The 2-Hour Job Search


“The biggest lie told to job seekers is that searching for employment is a full-time job,” says Steve Dalton, senior associate director of the Career Management Center at Duke University’s Fuqua School of Business and author of The 2-Hour Job Search: Using Technology to Get the Right Job Faster (Ten Speed Press; $12.99). “Nothing could be further from the truth.”

The veteran career consultant suggests that job seekers focus their energy on activities such as finding companies that are currently hiring, researching employment at those companies, and securing referrals from employees within those companies to improve their job search effectiveness and efficiency.

“Everything else is busy work,” he quips, referring to tasks such as repeatedly tweaking your résumé, reading through endless job postings, and submitting countless résumés to job ads.

“The online job application process is inefficient,” insists Dalton. “Online job postings have destroyed the value of the résumé and forever ruined the old-fashioned mail-and-wait strategy.” He argues that while technology makes the process of looking for work easier, there are several reasons why the process actually makes it harder to get a job. For one, he says, few recruiters sift through the thousands of résumés they receive for any one job post. Instead, employers rely on referrals from company employees and professional colleagues because the quality of online applicants may be diluted and the number of people applying makes it hard for individuals to stand out.

“Advocacy matters more in today’s job search than qualifications. Proficient job seekers will leverage the best of technology to find and recruit the best of referrals to get their next job,” asserts Dalton. Follow Dalton’s 2-Hour Job Search process to gain the greatest return on your job-hunting efforts.

Create and Prioritize
Take 40 minutes to compile a list of 10 employers combined from these four categories: (1) Dream employers: those companies for which you’ve always wanted to work; (2) Alumni employers: these are companies who have hired professionals from your alma mater; (3) Posting employers: located on job search engines such as Indeed.com; (4) Trending employers: companies that are involved in new and emerging industries. Prioritize the list according to personal appeal, current hiring status, and internal referral potential.

Contact and Qualify
Take 50 minutes to identify and secure conversations with potential referrals at your top target employers. Dalton recommends a linear approach to your outreach, starting first with alumni directories, then LinkedIn, then other avenues such as Facebook, Google searches, and cold calls to find several contacts for each company. Request an informational interview by sending a concise e-mail of fewer than 100 words and that does not mention a particular job. Limit follow-up attempts to just once per contact after your initial outreach and eliminate those who don’t respond.

Recruit Referrals
Use the final 30 minutes to conduct the informational interview with each contact. The goal of the discussion is to build rapport, solicit information, and obtain a referral for a job within the interviewee’s company. Dalton recommends focusing on topics that highlight the interviewee’s knowledge: Trends, Insights, Advice, Resources, and Assignments (TIARA). Questions might include: What trends are most impacting your business right now? What surprises you most about your job? What can I do right now to best prepare for a career in this field? What resources should I be sure to look into next? Which projects are most important in your work? What you ask should frame your contact as an expert, one who can be converted to a mentor with progressively more inquisitive questions.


DIRECTIONS FOR THIS TASK
Report back every line in the data that includes the string "industry".

(EXERCISE MATERIAL)

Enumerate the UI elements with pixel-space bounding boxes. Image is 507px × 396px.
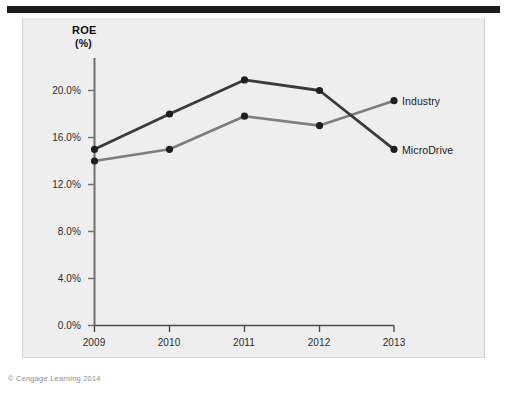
data-point	[241, 113, 248, 120]
y-tick-label: 12.0%	[33, 179, 81, 190]
data-point	[241, 76, 248, 83]
figure-container: ROE (%)	[0, 0, 507, 396]
data-point	[91, 157, 98, 164]
data-point	[316, 87, 323, 94]
series-label-industry: Industry	[402, 95, 440, 107]
data-point	[316, 122, 323, 129]
data-point	[166, 146, 173, 153]
x-tick-label: 2011	[221, 337, 267, 348]
y-tick-label: 4.0%	[33, 273, 81, 284]
y-tick-label: 8.0%	[33, 226, 81, 237]
x-tick-label: 2010	[146, 337, 192, 348]
y-tick-label: 0.0%	[33, 320, 81, 331]
data-point	[91, 146, 98, 153]
series-label-microdrive: MicroDrive	[402, 144, 453, 156]
x-tick-marks	[95, 326, 395, 333]
x-tick-label: 2013	[371, 337, 417, 348]
y-tick-label: 16.0%	[33, 132, 81, 143]
data-point	[390, 146, 397, 153]
y-tick-label: 20.0%	[33, 85, 81, 96]
series-line-industry	[95, 101, 395, 161]
x-tick-label: 2012	[296, 337, 342, 348]
x-tick-label: 2009	[71, 337, 117, 348]
copyright-credit: © Cengage Learning 2014	[8, 374, 101, 383]
data-point	[390, 97, 397, 104]
data-point	[166, 110, 173, 117]
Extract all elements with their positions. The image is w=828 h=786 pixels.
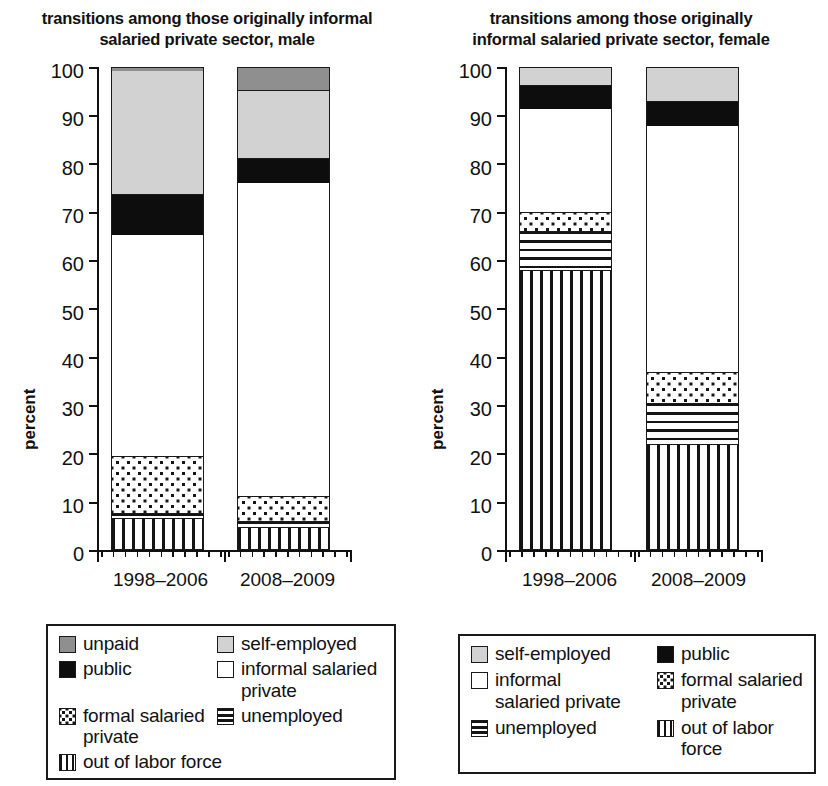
- y-tick-label-0-female: 0: [430, 544, 492, 564]
- x-tick-minor: [721, 550, 723, 557]
- bar-segment-unpaid: [238, 68, 329, 91]
- bar-segment-self-employed: [647, 68, 738, 102]
- x-tick-minor: [101, 550, 103, 557]
- y-tick-label-10-male: 10: [22, 496, 84, 516]
- x-tick-minor: [220, 550, 222, 557]
- y-tick-label-30-male: 30: [22, 399, 84, 419]
- x-tick-minor: [252, 550, 254, 557]
- formal-salaried-private-swatch-icon: [59, 708, 76, 725]
- legend-item-public[interactable]: public: [657, 643, 805, 664]
- public-swatch-icon: [657, 646, 674, 663]
- x-tick-minor: [346, 550, 348, 557]
- x-tick-minor: [275, 550, 277, 557]
- informal-salaried-private-swatch-icon: [217, 661, 234, 678]
- legend-item-informal-salaried-private[interactable]: informal salaried private: [471, 669, 651, 712]
- x-tick-mark: [350, 550, 352, 562]
- x-tick-minor: [509, 550, 511, 557]
- formal-salaried-private-swatch-icon: [657, 672, 674, 689]
- x-tick-minor: [149, 550, 151, 557]
- legend-label-olf-line2: force: [681, 738, 722, 759]
- legend-male: unpaid self-employed public informal sal…: [46, 624, 396, 780]
- x-tick-minor: [228, 550, 230, 557]
- bar-female-1998-2006[interactable]: [519, 67, 612, 550]
- x-tick-minor: [533, 550, 535, 557]
- legend-label-formal-line2: private: [83, 726, 139, 747]
- legend-item-self-employed[interactable]: self-employed: [471, 643, 651, 664]
- legend-label-unemployed: unemployed: [495, 717, 597, 738]
- chart-title-female: transitions among those originally infor…: [414, 0, 828, 50]
- chart-title-male: transitions among those originally infor…: [0, 0, 414, 50]
- x-tick-minor: [662, 550, 664, 557]
- x-tick-minor: [161, 550, 163, 557]
- y-tick-label-20-male: 20: [22, 448, 84, 468]
- legend-item-self-employed[interactable]: self-employed: [217, 633, 385, 654]
- unemployed-swatch-icon: [217, 708, 234, 725]
- chart-panel-male: transitions among those originally infor…: [0, 0, 414, 610]
- x-tick-minor: [606, 550, 608, 557]
- y-tick-label-40-male: 40: [22, 351, 84, 371]
- y-axis-label-female: percent: [428, 389, 448, 450]
- x-tick-minor: [172, 550, 174, 557]
- bar-segment-informal-salaried-private: [647, 126, 738, 372]
- bar-female-2008-2009[interactable]: [646, 67, 739, 550]
- out-of-labor-force-swatch-icon: [657, 720, 674, 737]
- bar-male-1998-2006[interactable]: [111, 67, 204, 550]
- legend-item-formal-salaried-private[interactable]: formal salaried private: [657, 669, 805, 712]
- legend-item-formal-salaried-private[interactable]: formal salaried private: [59, 705, 211, 748]
- bar-segment-self-employed: [238, 91, 329, 159]
- legend-item-out-of-labor-force[interactable]: out of labor force: [59, 751, 385, 772]
- legend-item-unemployed[interactable]: unemployed: [217, 705, 385, 748]
- x-tick-minor: [240, 550, 242, 557]
- x-tick-minor: [630, 550, 632, 557]
- bar-segment-out-of-labor-force: [238, 528, 329, 550]
- x-tick-mark: [634, 550, 636, 562]
- legend-item-public[interactable]: public: [59, 658, 211, 701]
- y-tick-label-70-female: 70: [430, 206, 492, 226]
- y-tick-label-20-female: 20: [430, 448, 492, 468]
- bar-male-2008-2009[interactable]: [237, 67, 330, 550]
- y-axis-label-male: percent: [20, 389, 40, 450]
- legend-label-olf-line1: out of labor: [681, 717, 774, 738]
- legend-item-out-of-labor-force[interactable]: out of labor force: [657, 717, 805, 760]
- x-tick-minor: [745, 550, 747, 557]
- x-tick-minor: [733, 550, 735, 557]
- x-tick-minor: [125, 550, 127, 557]
- legend-label-out-of-labor-force: out of labor force: [83, 751, 222, 772]
- chart-title-male-line1: transitions among those originally infor…: [16, 8, 398, 29]
- legend-label-public: public: [83, 658, 131, 679]
- y-tick-label-50-female: 50: [430, 303, 492, 323]
- legend-female: self-employed public informal salaried p…: [458, 634, 816, 774]
- legend-item-unpaid[interactable]: unpaid: [59, 633, 211, 654]
- public-swatch-icon: [59, 661, 76, 678]
- x-tick-minor: [698, 550, 700, 557]
- legend-label-informal-line2: salaried private: [495, 691, 621, 712]
- legend-label-formal-line1: formal salaried: [83, 705, 205, 726]
- y-tick-label-90-female: 90: [430, 109, 492, 129]
- x-category-label-2008-2009-male: 2008–2009: [224, 570, 351, 589]
- y-axis-line-female: [505, 67, 507, 552]
- x-tick-minor: [311, 550, 313, 557]
- plot-area-female: percent 100 90 80 70 60 50 40 30 20 10 0: [414, 50, 828, 610]
- x-tick-minor: [709, 550, 711, 557]
- legend-label-formal-line2: private: [681, 691, 737, 712]
- x-tick-minor: [674, 550, 676, 557]
- bar-segment-public: [238, 159, 329, 183]
- legend-item-informal-salaried-private[interactable]: informal salaried private: [217, 658, 385, 701]
- chart-title-male-line2: salaried private sector, male: [16, 29, 398, 50]
- x-tick-minor: [618, 550, 620, 557]
- unemployed-swatch-icon: [471, 720, 488, 737]
- x-tick-minor: [299, 550, 301, 557]
- x-tick-minor: [757, 550, 759, 557]
- unpaid-swatch-icon: [59, 636, 76, 653]
- legend-item-unemployed[interactable]: unemployed: [471, 717, 651, 760]
- y-tick-label-40-female: 40: [430, 351, 492, 371]
- bar-segment-public: [112, 195, 203, 235]
- legend-label-unpaid: unpaid: [83, 633, 139, 654]
- bar-segment-formal-salaried-private: [647, 373, 738, 404]
- bar-segment-formal-salaried-private: [112, 457, 203, 515]
- legend-label-informal-line2: private: [241, 680, 297, 701]
- y-tick-label-0-male: 0: [22, 544, 84, 564]
- bar-segment-formal-salaried-private: [238, 497, 329, 523]
- bar-segment-public: [647, 102, 738, 126]
- x-tick-minor: [137, 550, 139, 557]
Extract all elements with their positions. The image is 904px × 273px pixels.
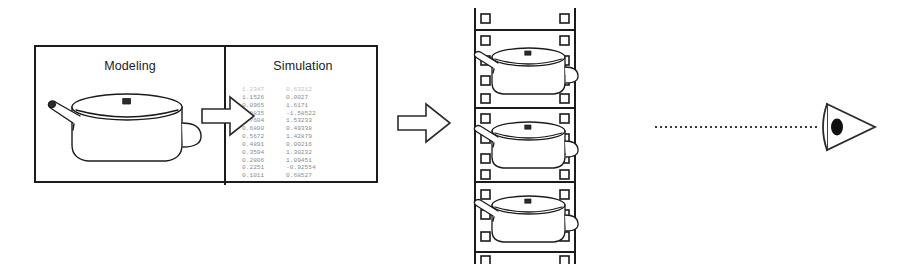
simulation-value-b: 1.09451 [286,157,342,165]
simulation-value-b: 0.0027 [286,94,342,102]
simulation-value-b: 1.42879 [286,133,342,141]
simulation-value-b: 0.63212 [286,86,342,94]
arrow-modeling-to-simulation [200,88,256,144]
simulation-data-row: 0.10110.68527 [242,172,368,180]
simulation-data-row: 0.8835-1.58522 [242,110,368,118]
eye-icon [818,101,880,153]
simulation-data-row: 0.35941.30232 [242,149,368,157]
simulation-data-row: 0.68000.49338 [242,125,368,133]
simulation-value-b: 0.68527 [286,172,342,180]
simulation-value-b: -1.58522 [286,110,342,118]
panel-modeling: Modeling [36,47,224,185]
simulation-data-row: 0.48910.00216 [242,141,368,149]
saucepan-icon [44,83,216,175]
panel-simulation-title: Simulation [226,59,380,73]
simulation-value-a: 0.2806 [242,157,286,165]
filmstrip [470,8,580,264]
simulation-value-a: 0.1011 [242,172,286,180]
sight-line [655,126,820,128]
simulation-data-row: 0.56721.42879 [242,133,368,141]
simulation-value-b: 1.6171 [286,102,342,110]
simulation-data-row: 0.76041.53233 [242,117,368,125]
simulation-value-b: 0.49338 [286,125,342,133]
simulation-data-table: 1.23470.632121.15260.00270.09651.61710.8… [242,86,368,180]
simulation-value-b: 1.30232 [286,149,342,157]
simulation-value-b: 1.53233 [286,117,342,125]
simulation-data-row: 1.23470.63212 [242,86,368,94]
simulation-value-b: 0.00216 [286,141,342,149]
simulation-data-row: 0.28061.09451 [242,157,368,165]
simulation-value-a: 0.2251 [242,164,286,172]
simulation-value-a: 0.3594 [242,149,286,157]
simulation-data-row: 0.2251-0.92554 [242,164,368,172]
simulation-data-row: 1.15260.0027 [242,94,368,102]
arrow-simulation-to-film [396,97,452,149]
simulation-value-b: -0.92554 [286,164,342,172]
panel-modeling-title: Modeling [36,59,224,73]
simulation-data-row: 0.09651.6171 [242,102,368,110]
figure-canvas: Modeling [0,0,904,273]
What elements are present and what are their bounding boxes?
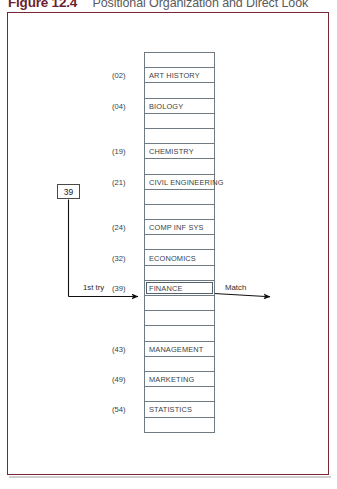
first-try-label: 1st try (83, 283, 104, 292)
table-row (145, 129, 214, 144)
table-row (145, 418, 214, 433)
row-index: (43) (112, 344, 126, 353)
row-index: (32) (112, 253, 126, 262)
table-row: (04)BIOLOGY (145, 99, 214, 114)
table-row (145, 235, 214, 250)
table-row (145, 205, 214, 220)
table-row (145, 266, 214, 281)
row-label: FINANCE (149, 283, 183, 292)
table-row (145, 114, 214, 129)
search-key-box: 39 (57, 184, 80, 199)
positional-table: (02)ART HISTORY(04)BIOLOGY(19)CHEMISTRY(… (144, 52, 215, 433)
table-row: (21)CIVIL ENGINEERING (145, 175, 214, 190)
row-index: (24) (112, 223, 126, 232)
table-row (145, 296, 214, 311)
row-index: (39) (112, 283, 126, 292)
table-row (145, 190, 214, 205)
match-label: Match (225, 283, 246, 292)
row-label: CIVIL ENGINEERING (149, 177, 224, 186)
row-index: (49) (112, 375, 126, 384)
table-row: (24)COMP INF SYS (145, 220, 214, 235)
row-index: (21) (112, 177, 126, 186)
figure-frame-shadow (9, 476, 331, 478)
table-row (145, 357, 214, 372)
figure-number: Figure 12.4 (8, 0, 77, 10)
row-index: (19) (112, 147, 126, 156)
figure-title: Positional Organization and Direct Look (93, 0, 309, 10)
table-row: (54)STATISTICS (145, 402, 214, 417)
row-index: (02) (112, 71, 126, 80)
row-label: CHEMISTRY (149, 147, 194, 156)
table-row (145, 83, 214, 98)
table-row (145, 326, 214, 341)
row-label: STATISTICS (149, 405, 192, 414)
table-row (145, 159, 214, 174)
table-row: (43)MANAGEMENT (145, 342, 214, 357)
table-row: (32)ECONOMICS (145, 250, 214, 265)
table-row (145, 311, 214, 326)
row-index: (04) (112, 101, 126, 110)
table-row (145, 387, 214, 402)
table-row: (02)ART HISTORY (145, 68, 214, 83)
table-row: (39)FINANCE (145, 281, 214, 296)
row-index: (54) (112, 405, 126, 414)
row-label: MANAGEMENT (149, 344, 203, 353)
row-label: COMP INF SYS (149, 223, 204, 232)
row-label: ECONOMICS (149, 253, 196, 262)
table-row: (19)CHEMISTRY (145, 144, 214, 159)
row-label: BIOLOGY (149, 101, 183, 110)
row-label: ART HISTORY (149, 71, 200, 80)
table-row (145, 53, 214, 68)
table-row: (49)MARKETING (145, 372, 214, 387)
row-label: MARKETING (149, 375, 194, 384)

(End EXERCISE MATERIAL)

RESULT OF THIS TASK
series-label-industry: Industry	[402, 95, 440, 107]
series-line-industry	[95, 101, 395, 161]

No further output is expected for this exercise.